On May 2, Milan's weather becomes a tradeable prediction market focused on one specific daily high: exactly 18°C. Current traders assign this outcome a 0% probability, suggesting they forecast Milan's peak temperature will differ meaningfully from this precise mark. The market resolves based on official temperature recordings from Milan's official meteorological stations. A high of exactly 18°C represents a fairly specific threshold—neither a common spring high nor an uncommon one for northern Italy in early May. The 0% valuation implies traders believe Milan's May 2 high will instead be notably warmer (likely 19°C or higher) or cooler (17°C or lower). This kind of precision-based weather market appeals to traders interested in specific daily forecasts rather than broader temperature ranges. The market's tight liquidity ($9.6K) and modest 24-hour volume ($526) suggest limited participation, typical for niche daily-temperature prediction markets. Traders monitoring this market would watch meteorological forecasts throughout May 1, observing how confidence around the exact high solidifies as the forecast day approaches. The current 0% odds reflect collective trader skepticism that conditions will land exactly on 18°C.
Deep dive — what moves this market
Milan in early May sits at the cusp of spring turning to summer, with typical highs ranging from 18°C to 24°C depending on the broader weather pattern. The city's latitude (approximately 45°N) and position near the Po Valley mean it experiences variable conditions during this transitional period. A high of exactly 18°C would represent a notably cool day for May in Milan, suggesting persistent cloud cover, possible rain, or a cold air mass passing through northern Italy. Understanding the probability of hitting this exact mark requires distinguishing between "around 18°C" and "precisely 18°C"—meteorological stations typically report temperatures rounded to the nearest degree, so 18°C encompasses raw readings from 17.5°C to 18.4°C, depending on the station's precision and methodology. Factors that could push Milan's May 2 high toward 18°C include a northwesterly flow bringing cool Atlantic air, persistent cloud cover from an active low-pressure system, or recent rain cooling surface temperatures and suppressing the daily high. Early May in Europe often features such patterns as the jet stream remains active and capable of steering cool air southward. Conversely, factors driving Milan's temperature away from 18°C are numerous and arguably more likely in early May: high-pressure ridges are climatologically common in May across southern Europe, the season is warming steadily toward summer warmth, and most May days in Milan trend toward the low 20s Celsius or higher. Recent May weather data for Milan shows that days achieving a maximum near 18°C are uncommon but not unprecedented—perhaps 1 in 10 or fewer May days historically land at this specific threshold. The market's 0% valuation suggests traders believe either the meteorological forecast for May 2 has already ruled out this scenario, or the true probability is so low as to be practically untradeable. A forecast issued on May 1 (24 hours ahead) is reasonably reliable for maximum temperature, reducing last-minute surprises. The extreme specificity required—exactly 18°C, not 17°C or 19°C—creates a narrower target than a broader range market. Traders likely assess this as an unlikely outcome, particularly given Milan's climatological trend toward warmer May weather. The sparse liquidity and low volume reflect that only dedicated weather-prediction traders engage with daily-temperature specificity markets like this one.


▶ _Action item_:
Line for line, return the data exactly, omitting all pictures.

————

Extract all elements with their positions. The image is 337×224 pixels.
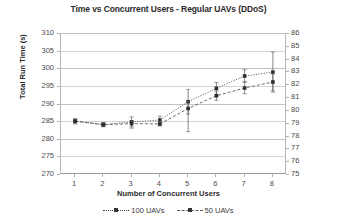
x-axis-tick-mark [272, 174, 273, 177]
y-axis-left-tick-label: 285 [24, 117, 54, 125]
legend-swatch-icon [177, 207, 203, 214]
legend-label: 100 UAVs [131, 206, 164, 215]
data-point-marker [186, 107, 190, 111]
y-axis-right-tick-mark [286, 97, 289, 98]
y-axis-left-tick-mark [57, 156, 60, 157]
x-axis-title: Number of Concurrent Users [0, 189, 337, 198]
y-axis-left-tick-label: 295 [24, 82, 54, 90]
y-axis-right-tick-label: 80 [291, 106, 315, 114]
y-axis-left-tick-mark [57, 68, 60, 69]
y-axis-left-tick-label: 290 [24, 100, 54, 108]
y-axis-left-tick-mark [57, 104, 60, 105]
data-point-marker [73, 119, 77, 123]
x-axis-tick-label: 5 [177, 179, 197, 188]
plot-area [60, 33, 286, 174]
data-point-marker [130, 122, 134, 126]
data-point-marker [158, 122, 162, 126]
y-axis-left-tick-label: 275 [24, 152, 54, 160]
x-axis-tick-mark [102, 174, 103, 177]
y-axis-right-tick-mark [286, 71, 289, 72]
data-point-marker [243, 86, 247, 90]
series-2 [73, 74, 275, 132]
legend-entry-2[interactable]: 50 UAVs [177, 205, 234, 215]
y-axis-left-tick-label: 305 [24, 47, 54, 55]
series-line [75, 72, 273, 125]
y-axis-right-tick-mark [286, 161, 289, 162]
legend-entry-1[interactable]: 100 UAVs [103, 205, 164, 215]
y-axis-right-tick-mark [286, 148, 289, 149]
chart-legend: 100 UAVs50 UAVs [0, 205, 337, 215]
x-axis-tick-label: 8 [262, 179, 282, 188]
x-axis-tick-label: 2 [92, 179, 112, 188]
y-axis-right-tick-mark [286, 46, 289, 47]
y-axis-left-tick-mark [57, 86, 60, 87]
x-axis-tick-mark [187, 174, 188, 177]
x-axis-tick-mark [215, 174, 216, 177]
x-axis-tick-label: 7 [234, 179, 254, 188]
y-axis-right-tick-mark [286, 33, 289, 34]
data-point-marker [215, 94, 219, 98]
x-axis-tick-label: 3 [121, 179, 141, 188]
y-axis-right-tick-label: 75 [291, 170, 315, 178]
y-axis-right-tick-label: 78 [291, 132, 315, 140]
y-axis-right-tick-label: 81 [291, 93, 315, 101]
x-axis-tick-label: 1 [64, 179, 84, 188]
y-axis-right-tick-label: 84 [291, 55, 315, 63]
y-axis-left-tick-label: 300 [24, 64, 54, 72]
data-point-marker [215, 87, 219, 91]
y-axis-right-tick-label: 76 [291, 157, 315, 165]
y-axis-left-tick-mark [57, 51, 60, 52]
y-axis-left-tick-mark [57, 33, 60, 34]
data-point-marker [271, 70, 275, 74]
x-axis-tick-mark [244, 174, 245, 177]
x-axis-tick-label: 4 [149, 179, 169, 188]
y-axis-right-tick-label: 77 [291, 144, 315, 152]
y-axis-right-tick-label: 83 [291, 67, 315, 75]
data-point-marker [102, 123, 106, 127]
y-axis-left-tick-label: 310 [24, 29, 54, 37]
y-axis-left-tick-label: 270 [24, 170, 54, 178]
y-axis-left-tick-mark [57, 174, 60, 175]
y-axis-left-tick-mark [57, 139, 60, 140]
x-axis-tick-mark [159, 174, 160, 177]
chart-title: Time vs Concurrent Users - Regular UAVs … [0, 4, 337, 14]
data-point-marker [271, 80, 275, 84]
series-layer [61, 33, 287, 174]
y-axis-right-tick-label: 82 [291, 80, 315, 88]
y-axis-right-tick-label: 79 [291, 119, 315, 127]
x-axis-tick-mark [131, 174, 132, 177]
y-axis-right-tick-label: 86 [291, 29, 315, 37]
y-axis-left-tick-label: 280 [24, 135, 54, 143]
y-axis-right-tick-mark [286, 123, 289, 124]
legend-label: 50 UAVs [205, 206, 234, 215]
data-point-marker [243, 74, 247, 78]
chart-container: Time vs Concurrent Users - Regular UAVs … [0, 0, 337, 224]
y-axis-right-tick-mark [286, 59, 289, 60]
x-axis-tick-mark [74, 174, 75, 177]
y-axis-right-tick-mark [286, 174, 289, 175]
y-axis-right-tick-label: 85 [291, 42, 315, 50]
y-axis-right-tick-mark [286, 110, 289, 111]
x-axis-tick-label: 6 [205, 179, 225, 188]
y-axis-right-tick-mark [286, 136, 289, 137]
y-axis-right-tick-mark [286, 84, 289, 85]
legend-swatch-icon [103, 207, 129, 214]
y-axis-left-tick-mark [57, 121, 60, 122]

————

▶ _Answer to this problem_:
Extract all elements with their positions. The image is 337×224 pixels.
x-axis-tick-mark [272, 174, 273, 177]
y-axis-left-tick-label: 285 [24, 117, 54, 125]
legend-swatch-icon [177, 207, 203, 214]
legend-label: 100 UAVs [131, 206, 164, 215]
data-point-marker [186, 107, 190, 111]
y-axis-right-tick-mark [286, 97, 289, 98]
y-axis-left-tick-mark [57, 156, 60, 157]
x-axis-title: Number of Concurrent Users [0, 189, 337, 198]
y-axis-left-tick-label: 295 [24, 82, 54, 90]
y-axis-right-tick-label: 80 [291, 106, 315, 114]
y-axis-left-tick-mark [57, 68, 60, 69]
y-axis-left-tick-label: 290 [24, 100, 54, 108]
y-axis-left-tick-mark [57, 104, 60, 105]
data-point-marker [73, 119, 77, 123]
x-axis-tick-label: 5 [177, 179, 197, 188]
plot-area [60, 33, 286, 174]
data-point-marker [130, 122, 134, 126]
data-point-marker [158, 122, 162, 126]
y-axis-left-tick-label: 275 [24, 152, 54, 160]
x-axis-tick-mark [102, 174, 103, 177]
y-axis-right-tick-mark [286, 71, 289, 72]
data-point-marker [243, 86, 247, 90]
series-2 [73, 74, 275, 132]
legend-entry-2[interactable]: 50 UAVs [177, 205, 234, 215]
y-axis-left-tick-label: 305 [24, 47, 54, 55]
series-line [75, 72, 273, 125]
y-axis-right-tick-mark [286, 161, 289, 162]
legend-entry-1[interactable]: 100 UAVs [103, 205, 164, 215]
y-axis-right-tick-mark [286, 148, 289, 149]
chart-legend: 100 UAVs50 UAVs [0, 205, 337, 215]
x-axis-tick-label: 8 [262, 179, 282, 188]
x-axis-tick-label: 2 [92, 179, 112, 188]
y-axis-right-tick-mark [286, 46, 289, 47]
y-axis-left-tick-mark [57, 86, 60, 87]
x-axis-tick-mark [187, 174, 188, 177]
x-axis-tick-mark [215, 174, 216, 177]
x-axis-tick-label: 7 [234, 179, 254, 188]
y-axis-right-tick-mark [286, 33, 289, 34]
data-point-marker [215, 94, 219, 98]
x-axis-tick-label: 3 [121, 179, 141, 188]
y-axis-right-tick-label: 75 [291, 170, 315, 178]
y-axis-right-tick-label: 78 [291, 132, 315, 140]
y-axis-right-tick-label: 81 [291, 93, 315, 101]
x-axis-tick-label: 1 [64, 179, 84, 188]
y-axis-right-tick-label: 84 [291, 55, 315, 63]
y-axis-left-tick-label: 300 [24, 64, 54, 72]
data-point-marker [215, 87, 219, 91]
y-axis-right-tick-label: 76 [291, 157, 315, 165]
y-axis-left-tick-mark [57, 51, 60, 52]
y-axis-left-tick-mark [57, 33, 60, 34]
data-point-marker [271, 70, 275, 74]
x-axis-tick-mark [244, 174, 245, 177]
x-axis-tick-label: 4 [149, 179, 169, 188]
y-axis-right-tick-label: 77 [291, 144, 315, 152]
y-axis-right-tick-label: 83 [291, 67, 315, 75]
data-point-marker [102, 123, 106, 127]
y-axis-left-tick-label: 310 [24, 29, 54, 37]
y-axis-left-tick-label: 270 [24, 170, 54, 178]
y-axis-left-tick-mark [57, 174, 60, 175]
y-axis-left-tick-mark [57, 139, 60, 140]
x-axis-tick-mark [159, 174, 160, 177]
chart-title: Time vs Concurrent Users - Regular UAVs … [0, 4, 337, 14]
data-point-marker [271, 80, 275, 84]
series-layer [61, 33, 287, 174]
y-axis-right-tick-label: 82 [291, 80, 315, 88]
y-axis-right-tick-label: 79 [291, 119, 315, 127]
x-axis-tick-mark [131, 174, 132, 177]
y-axis-right-tick-label: 86 [291, 29, 315, 37]
y-axis-left-tick-label: 280 [24, 135, 54, 143]
y-axis-right-tick-mark [286, 123, 289, 124]
legend-label: 50 UAVs [205, 206, 234, 215]
data-point-marker [243, 74, 247, 78]
chart-container: Time vs Concurrent Users - Regular UAVs … [0, 0, 337, 224]
y-axis-right-tick-mark [286, 59, 289, 60]
x-axis-tick-mark [74, 174, 75, 177]
y-axis-right-tick-mark [286, 174, 289, 175]
y-axis-right-tick-label: 85 [291, 42, 315, 50]
y-axis-right-tick-mark [286, 110, 289, 111]
x-axis-tick-label: 6 [205, 179, 225, 188]
y-axis-right-tick-mark [286, 136, 289, 137]
y-axis-right-tick-mark [286, 84, 289, 85]
legend-swatch-icon [103, 207, 129, 214]
y-axis-left-tick-mark [57, 121, 60, 122]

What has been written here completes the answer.